Well...
The common misconception is that you have to use an SMTP authentication email address as the same email address you are sending a message from.
There's two parts of SMTP Authentication (well... I guess this should be "two parts to SMTP that requires SMTP Authentication" ... a little wordy).
SMTP Authentication is one thing.
The SMTP transaction - the part that actually sends a message - is another thing.
One does not necessarily depend on the other.
The only thing SMTP Authentication is doing is authenticating that the connecting client has permission to send mail out through the sever. That's it. You can even cross-account authenticate - authenticate with an email account from one web hosting account and send out mail using a from address of another web hosting account - so long as the two web hosting accounts are on the same server.
So from this information - you don't necessarily have to have
[email protected] set up as an email account in order to send out mail from
[email protected]
If I'm intending to use an email account solely for SMTP authentication purposes, I'm more likely to create a long and random email account - i.e.
[email protected] - and then use that email account's login information to utilize SMTP authentication.
Then I can set whatever From address I want to use from within my email client (although this may or may not be more difficult depending on what email client you use... Linux's CLI mutt for the win!).
For the purpose of this specific scenario, I'd recommend setting up an SMTP authentication email account and using that to authenticate with the SMTP server. Then I'd set
[email protected] as a forwarder and set it to
Discard (Not Recommended). (This is :blackhole: for anyone keeping score) Why Discard? Because IF you send an email to a mail server that happens to use a sender callout, then if you
[email protected] set to
Discard and send an error to the sender (at SMTP time) (This is :fail: for anyone keeping score) - that server will not accept your message because the callout will fail. I do not know how prominent sender callouts really are - they're probably not too widely used.
Again, the issue with :fail: in this context and the line in cPanel -
Failure Message (seen by sender) is a bit misleading. In this context - sender - refers to the mail server sending the message, not necessarily the human being sitting behind the desk that clicked Send when sending the message.
When a human being sends a message to an email address that ultimately ends at a :fail: end-point, the :fail: message is going to be sent back to the SMTP server that the human being used to send out their message. What that SMTP server does with the :fail: message just depends on that SMTP server. Does it send the :fail: message back to the original human being sender? Maybe. Or maybe it just sends a generic "We could not deliver your message" message back to the human being.
The downside to using :blackhole: is that any human being that sends a message to an email address that ultimately goes to :blackhole: then they are none the wiser that the message wasn't read by anyone. But I assume you've told your users not to reply back to the
[email protected] email address. And as the name implies... noreply...
[email protected] But, I'm also aware that reading comprehension - at least in this country - has taken a major hit and if you can't say something in 140 characters or less... it's not going to be read. ... Much like this thread reply, will anybody ever read this far down?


> _EXERCISE INSTRUCTIONS_:
From the data below, return each line in which the string "community" is found.

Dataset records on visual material
--------------------------------------------------

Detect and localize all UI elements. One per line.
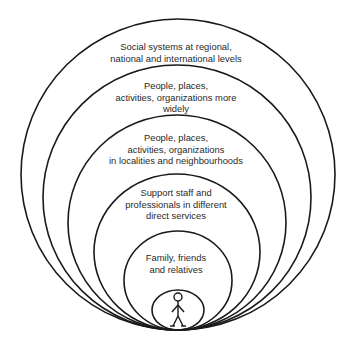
- label-support-staff: Support staff and professionals in diffe…: [0, 187, 352, 222]
- label-line: activities, organizations more: [0, 92, 352, 104]
- label-line: and relatives: [0, 264, 352, 276]
- label-line: People, places,: [0, 80, 352, 92]
- label-line: Social systems at regional,: [0, 41, 352, 53]
- label-line: Family, friends: [0, 252, 352, 264]
- label-local-community: People, places, activities, organization…: [0, 132, 352, 167]
- label-line: activities, organizations: [0, 144, 352, 156]
- label-social-systems: Social systems at regional, national and…: [0, 41, 352, 64]
- label-wider-community: People, places, activities, organization…: [0, 80, 352, 115]
- label-line: Support staff and: [0, 187, 352, 199]
- nested-circles-diagram: Social systems at regional, national and…: [0, 0, 352, 360]
- label-family: Family, friends and relatives: [0, 252, 352, 275]
- label-line: professionals in different: [0, 199, 352, 211]
- label-line: national and international levels: [0, 53, 352, 65]
- label-line: People, places,: [0, 132, 352, 144]
- label-line: in localities and neighbourhoods: [0, 155, 352, 167]
- person-icon: [170, 293, 186, 326]
- label-line: widely: [0, 103, 352, 115]
- label-line: direct services: [0, 210, 352, 222]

--------------------------------------------------

> _ANSWER TO THIS PROBLEM_:
- label-local-community: People, places, activities, organization…: [0, 132, 352, 167]
- label-wider-community: People, places, activities, organization…: [0, 80, 352, 115]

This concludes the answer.